Sorry to be dogging your posts here, @Sierra . But I do remember a previous thread somewhere on this forum where there was discussion of how ear canal shape may change or not with mouth/jaw movement and what mold fitting technique worked best/mattered most in such situations. Seems to me, rather than just going ahead and making an experimental impression, etc., that if there were some quick and easy way to evaluate your ear canal shape in various states of mouth openness, that would give you a head-start on deciding what you need to do.
My molds were made by ReSound, presumably using their 16:4 mm philosophy and the outside face of the mold is just even with the interior base of my tragus in each ear. According to ReSound, the mold should go no more than 4 mm past the first second(edited) bend in the ear canal. Pehaps I am misinterpreting the depth of insertion from your diagram above, but it looks like more than 1/2 the length of the mold is inserted beyond the first bend of the ear canal. If your present molds are inserted to such a depth and it’s just a question of in what mouth position your mold should be taken, maybe the difference in relative position of the mold in the ear canal explains a very large part of the difference in mold sound/mold sensation between you and me. I wonder if your provider has something like a foam plug that could be reliably position at different depths in your ear canal and by which you could test the sound effects of opening/closing your mouth, chewing, etc. Or if there is something like a tulip dome or power dome that could be inserted to various depths that would provide a decent mold stand-in. Even if you didn’t get the “full-mold” sound effect, by relative chewing sound, etc., you might be able to gauge at what depth your mold sound problem arises.
I vaguely remember, perhaps from a ReSound impression-making Audiology Online course, that the first bit of your ear canal, running to the first bend, is pretty well-cushioned material, fatty tissue lining, etc. Further on into the ear, the ear canal lining is much closer to the bone or harder tissue structures. If my molds sit “outside” in the more cushy area of the canal and yours are more connected to bony/hard structures further along in the canal, that may be the source of your annoying sound problems. As I’ve pointed out in other posts, perhaps because of the structure of my ear canals, the undulations, the arc helicis lock on the top of the mold, I have zero problems with slippage. Perhaps going for a mold that’s designed to be inserted to a good depth to avoid slippage is just inviting other problems…
Edit_Update: Guess I’m misreading, the ReSound blog post says the 16:4 rule is 4 mm beyond the 2nd bend! At any rate, it might be worth a forum survey: who made your molds and are you happy with the result?! Perhaps just as some folks here brag about HA’s and some OEM’s in their perception are better than others, maybe some mold-making companies (associated with OEM’s or not) are better than others in average customer satisfaction - along with a provider’s impression making skills, etc.
2nd Edit_Update: Further point (and a clarification in my own understanding) is the 16:4 rule applies to EAR CANAL LENGTH THAT IMPRESSION CAPTURES and is not necessarily the length used in making the mold itself, which may be only some smaller fraction of the length used in making the actual mold - which the designers chose from the 3D scan of the impression mold. So in my case, the mold actually made to wear begins near the outside of the ear canal opening and runs 15 to 16 mm into my ear - and so it seems compared to the diagram Sierra offered as OP in this thread, my actual mold is much more in the outer portion of my ear canal, lined with softer tissue.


**Task instructions**
Among the entries below, please show each line that carries the word "Asia".

**Exercise input**
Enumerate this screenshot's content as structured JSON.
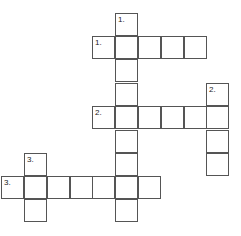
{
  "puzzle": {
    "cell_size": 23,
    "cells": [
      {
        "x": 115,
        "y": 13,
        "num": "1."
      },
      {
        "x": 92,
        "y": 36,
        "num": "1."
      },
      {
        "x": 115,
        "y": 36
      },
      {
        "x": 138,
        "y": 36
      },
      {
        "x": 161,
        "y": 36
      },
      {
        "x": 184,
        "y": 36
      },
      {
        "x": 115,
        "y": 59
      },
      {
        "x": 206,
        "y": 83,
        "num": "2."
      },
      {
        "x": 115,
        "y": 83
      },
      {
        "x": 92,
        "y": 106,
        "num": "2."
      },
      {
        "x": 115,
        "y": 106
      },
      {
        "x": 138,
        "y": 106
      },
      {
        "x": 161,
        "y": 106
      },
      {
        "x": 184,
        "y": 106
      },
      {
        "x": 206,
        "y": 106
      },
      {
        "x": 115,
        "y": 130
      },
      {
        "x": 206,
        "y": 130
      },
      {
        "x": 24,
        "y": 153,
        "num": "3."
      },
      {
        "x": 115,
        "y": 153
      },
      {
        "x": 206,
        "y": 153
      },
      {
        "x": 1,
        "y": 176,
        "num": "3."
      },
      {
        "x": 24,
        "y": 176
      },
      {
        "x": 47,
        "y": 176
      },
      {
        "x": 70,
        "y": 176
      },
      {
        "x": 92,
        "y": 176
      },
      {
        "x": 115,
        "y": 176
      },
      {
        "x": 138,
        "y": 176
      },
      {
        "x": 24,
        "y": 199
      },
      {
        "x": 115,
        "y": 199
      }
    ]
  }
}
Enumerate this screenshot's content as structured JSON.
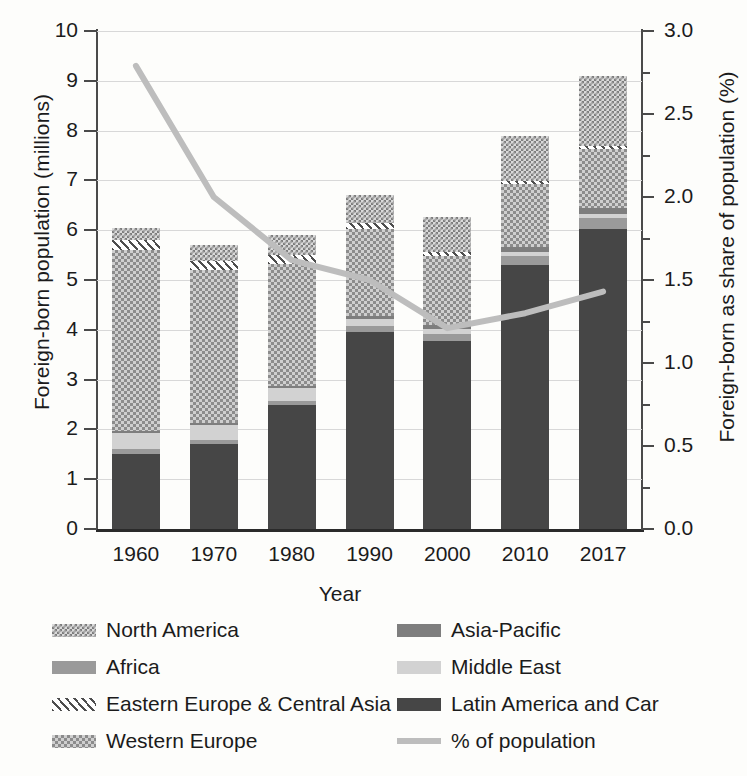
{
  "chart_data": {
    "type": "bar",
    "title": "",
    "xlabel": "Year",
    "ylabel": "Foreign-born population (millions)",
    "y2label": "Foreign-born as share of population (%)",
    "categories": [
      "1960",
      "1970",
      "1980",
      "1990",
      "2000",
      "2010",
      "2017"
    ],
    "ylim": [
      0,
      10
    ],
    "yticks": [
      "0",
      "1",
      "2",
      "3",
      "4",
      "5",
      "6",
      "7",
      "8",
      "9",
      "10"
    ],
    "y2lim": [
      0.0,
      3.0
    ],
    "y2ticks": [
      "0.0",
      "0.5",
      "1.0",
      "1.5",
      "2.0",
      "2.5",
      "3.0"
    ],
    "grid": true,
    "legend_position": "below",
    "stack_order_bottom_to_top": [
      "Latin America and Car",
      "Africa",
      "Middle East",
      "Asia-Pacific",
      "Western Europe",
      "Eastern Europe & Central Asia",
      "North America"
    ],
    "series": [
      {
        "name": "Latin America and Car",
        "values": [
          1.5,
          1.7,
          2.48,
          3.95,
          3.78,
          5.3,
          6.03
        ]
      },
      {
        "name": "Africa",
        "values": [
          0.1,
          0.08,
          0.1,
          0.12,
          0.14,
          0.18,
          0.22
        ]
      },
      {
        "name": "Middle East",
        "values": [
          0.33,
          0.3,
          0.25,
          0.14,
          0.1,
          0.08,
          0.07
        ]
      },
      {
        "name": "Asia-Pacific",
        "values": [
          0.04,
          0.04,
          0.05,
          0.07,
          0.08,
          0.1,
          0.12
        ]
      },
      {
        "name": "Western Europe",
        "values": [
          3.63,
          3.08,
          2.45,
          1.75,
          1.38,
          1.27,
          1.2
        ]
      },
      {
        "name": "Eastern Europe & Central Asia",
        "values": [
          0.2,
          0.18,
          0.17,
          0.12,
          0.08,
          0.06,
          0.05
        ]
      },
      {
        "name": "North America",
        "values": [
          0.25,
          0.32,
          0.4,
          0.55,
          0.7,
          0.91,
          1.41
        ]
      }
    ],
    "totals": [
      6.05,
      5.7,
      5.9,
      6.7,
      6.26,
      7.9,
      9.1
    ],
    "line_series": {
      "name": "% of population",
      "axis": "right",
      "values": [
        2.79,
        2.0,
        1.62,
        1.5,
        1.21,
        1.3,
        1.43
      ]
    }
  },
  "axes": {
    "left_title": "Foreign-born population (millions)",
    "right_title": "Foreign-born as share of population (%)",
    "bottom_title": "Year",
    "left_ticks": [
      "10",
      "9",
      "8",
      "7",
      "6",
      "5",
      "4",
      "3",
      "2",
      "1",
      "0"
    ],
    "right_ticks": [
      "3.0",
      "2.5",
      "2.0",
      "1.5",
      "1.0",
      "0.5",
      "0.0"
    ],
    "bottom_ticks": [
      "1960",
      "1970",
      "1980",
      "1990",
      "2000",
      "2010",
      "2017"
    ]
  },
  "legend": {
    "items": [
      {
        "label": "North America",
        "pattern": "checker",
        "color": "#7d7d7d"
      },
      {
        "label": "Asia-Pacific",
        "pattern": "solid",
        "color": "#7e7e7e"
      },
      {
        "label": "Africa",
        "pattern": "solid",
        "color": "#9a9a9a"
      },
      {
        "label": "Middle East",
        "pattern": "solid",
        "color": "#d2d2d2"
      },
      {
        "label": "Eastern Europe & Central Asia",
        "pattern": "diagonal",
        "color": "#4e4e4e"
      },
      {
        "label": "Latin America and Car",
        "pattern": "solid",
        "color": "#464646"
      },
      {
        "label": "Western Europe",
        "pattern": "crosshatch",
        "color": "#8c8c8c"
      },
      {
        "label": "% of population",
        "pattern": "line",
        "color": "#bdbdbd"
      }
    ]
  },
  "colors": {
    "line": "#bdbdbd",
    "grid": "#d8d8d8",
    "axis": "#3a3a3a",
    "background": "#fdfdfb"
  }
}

**Solution to the exercise**
      "Asia-Pacific",
      "Eastern Europe & Central Asia",
        "name": "Asia-Pacific",
        "name": "Eastern Europe & Central Asia",
        "label": "Asia-Pacific",
        "label": "Eastern Europe & Central Asia",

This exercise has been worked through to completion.